I was astonished at first at this seeming increase in my muscular powers; when, on passing along a street in Alamatua, soon after my arrival, and meeting a dog, which I thought to be mad, I proposed to run out of his way, and in leaping over a gutter, I fairly bounded across the street.

The next time we aimed at landing near the town of Alamatua, which stands, as you may see, a little to the right of us, upon an island in a lake, and looks like an emerald set in silver. We came down very gently, it is true, but we struck one of the numerous boats which ply around the island, and had nearly occasioned the loss of our lives, as well as of theirs.

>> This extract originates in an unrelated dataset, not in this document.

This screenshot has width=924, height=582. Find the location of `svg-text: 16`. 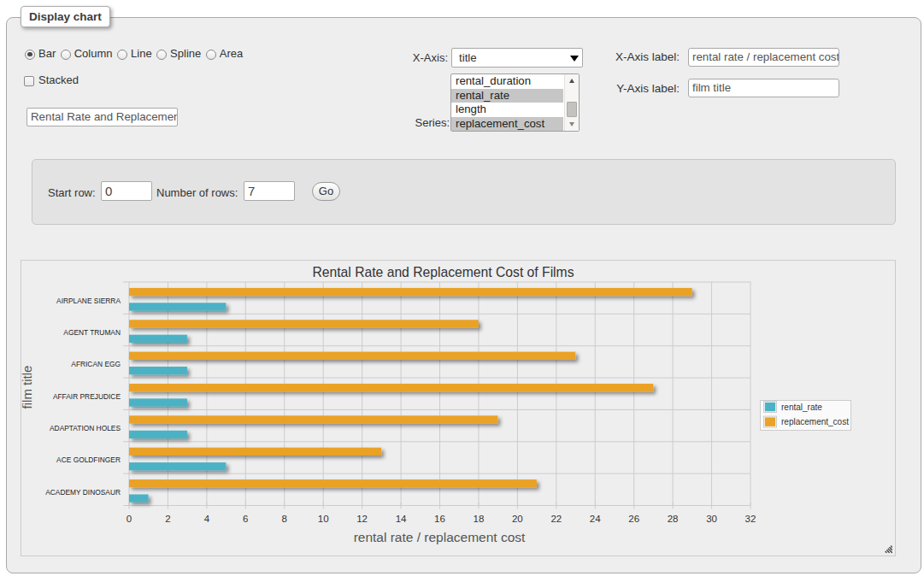

svg-text: 16 is located at coordinates (439, 519).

They dwell about three hundred miles north of the city of Alamatua, in a fertile valley, which they obtained by purchase about two hundred years since, and which is about equal to twenty miles square, that is, to four hundred square miles.

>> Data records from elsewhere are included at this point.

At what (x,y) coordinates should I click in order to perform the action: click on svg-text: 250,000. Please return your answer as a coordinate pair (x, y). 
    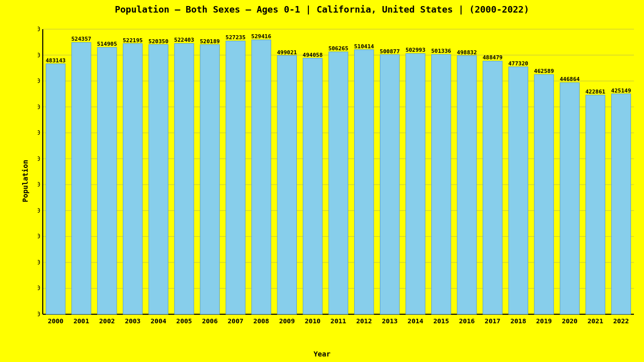
    Looking at the image, I should click on (39, 184).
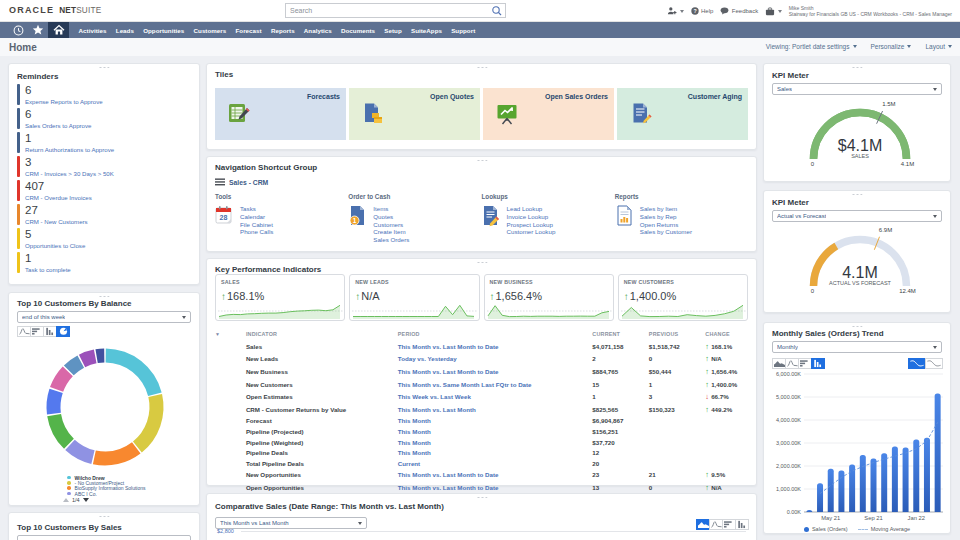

After having passed a week amongst the singular and happy Okalbians, whom our travellers found equally amiable, intelligent, and hospitable, they returned to Alamatua.

Having refreshed themselves with the remains of their stores, and secured the door of the machine, they bent their course to the town of Alamatua, about three miles distant, which seemed to contain about two thousand houses, and to be not quite as large as Albany; the people were tall and thin, and of a pale, yellowish complexion; their garments light, loose, and flowing, and not very different from those of the Turks; they subsist chiefly on a vegetable diet, live about as long as we do on the earth, notwithstanding the great difference of climate, and other circumstances; and do not, in their manners, habits, or character, differ more from the inhabitants of this globe, than some of the latter do from one another; their government, anciently monarchical, is now popular; their code of laws very intricate; their language, naturally soft and musical, has been yet further refined by the cultivation of letters; and they have a variety of sects in religion, politics, and philosophy.

After passing a week among this singular and fortunate people, whom we every where found equally amiable, intelligent, and hospitable, we returned to Alamatua in the same way that we had come; that is, in a light car, drawn by four large mastiffs.

Having refreshed ourselves with the remains of our stores, and secured the door of our machine, we bent our course, by a plain road, towards the town we saw on the side of a mountain, about three miles distant, and entered it a little before the sun had descended behind the adjacent mountain. The town of Alamatua seemed to contain about two thousand houses, and to be not quite as large as Albany.